Chapter 4: Perceiving and Recognizing Objects Flashcards
Extrastriate Cortex
The region of cortex bordering the primary visual cortex and containing multiple areas involved in visual processing
Lession
A region of damaged brain, to destroy brain region.
Agnosia
A failure to recognize objects in spite of the ability to see them. Agnosia is typically due to brain damage.

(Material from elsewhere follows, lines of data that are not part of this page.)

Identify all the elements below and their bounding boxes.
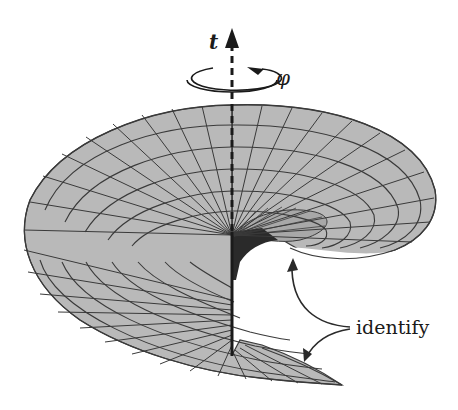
spiral-surface (24, 105, 436, 385)
angle-phi-label: φ (276, 66, 290, 90)
spiral-surface-diagram (0, 0, 458, 410)
arrowhead-icon (225, 28, 239, 48)
time-axis-label: t (209, 30, 218, 54)
identify-label: identify (356, 316, 429, 338)
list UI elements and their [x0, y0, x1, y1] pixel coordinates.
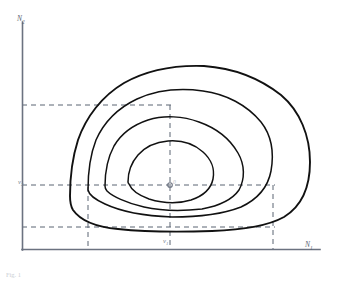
contour-curve-second	[88, 90, 272, 217]
x-axis-label: N1	[305, 240, 313, 251]
y-axis-tick-label: v2	[18, 178, 23, 187]
contour-curve-third	[105, 117, 243, 211]
y-axis-tick-label-subscript: 2	[21, 182, 23, 187]
y-axis-label: N2	[17, 14, 25, 25]
phase-plane-figure: N2 N1 v1 v2 0 Fig. 1	[0, 0, 337, 288]
contour-curves	[70, 66, 310, 232]
equilibrium-point-label: 0	[173, 179, 176, 185]
figure-caption: Fig. 1	[6, 271, 21, 278]
contour-curve-outer	[70, 66, 310, 232]
x-axis-label-subscript: 1	[310, 245, 313, 251]
contour-curve-inner	[128, 141, 214, 203]
x-axis-tick-label: v1	[163, 237, 168, 246]
axes	[22, 22, 320, 250]
contour-plot-canvas	[0, 0, 337, 288]
x-axis-tick-label-subscript: 1	[166, 241, 168, 246]
y-axis-label-subscript: 2	[22, 19, 25, 25]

Inferotemporal (IT) cortex
Part of cortex in lower portion of the temporal lobe, important in object recognition
Homologous regions
Brain regions that appear to have the same function in different species.
feed-forward process
a process that carries out a computation one neural step after another, without need for feed-back from a later stage to an earlier stage.
middle vision
a loosley defined stage of visual processing that comes after basic features have been extracted from the image and before object recognition and scene understanding.
Illusory contour
A contour that is perceived even though nothing changes from one side of it to the other in an image.
Structuralism
a school of thought believing that complex objects or perceptions could be understood by analysis of the components.
Gestalt
Perceptual whole could be greater than apparent sum of parts
Gestalt grouping rules
A set of rules describing which elements in an image will appear to group together. The original list was assembles by members of the Gestalt school of thought.
Good Continuation
A Gestalt grouping rule stating that two elements will tend to group together if they seem to lie on the same contour.
texture segmentation
carving an image into regions of common texture properties
similarity
Gestalt rule: tendency of two feature to group together will increase as similarity between them increases
proximity
tendency to group together increases with shortened distance
Parallelsim
a rule for figure-ground assignment stating that parallel contours are likely to belong t the same figure.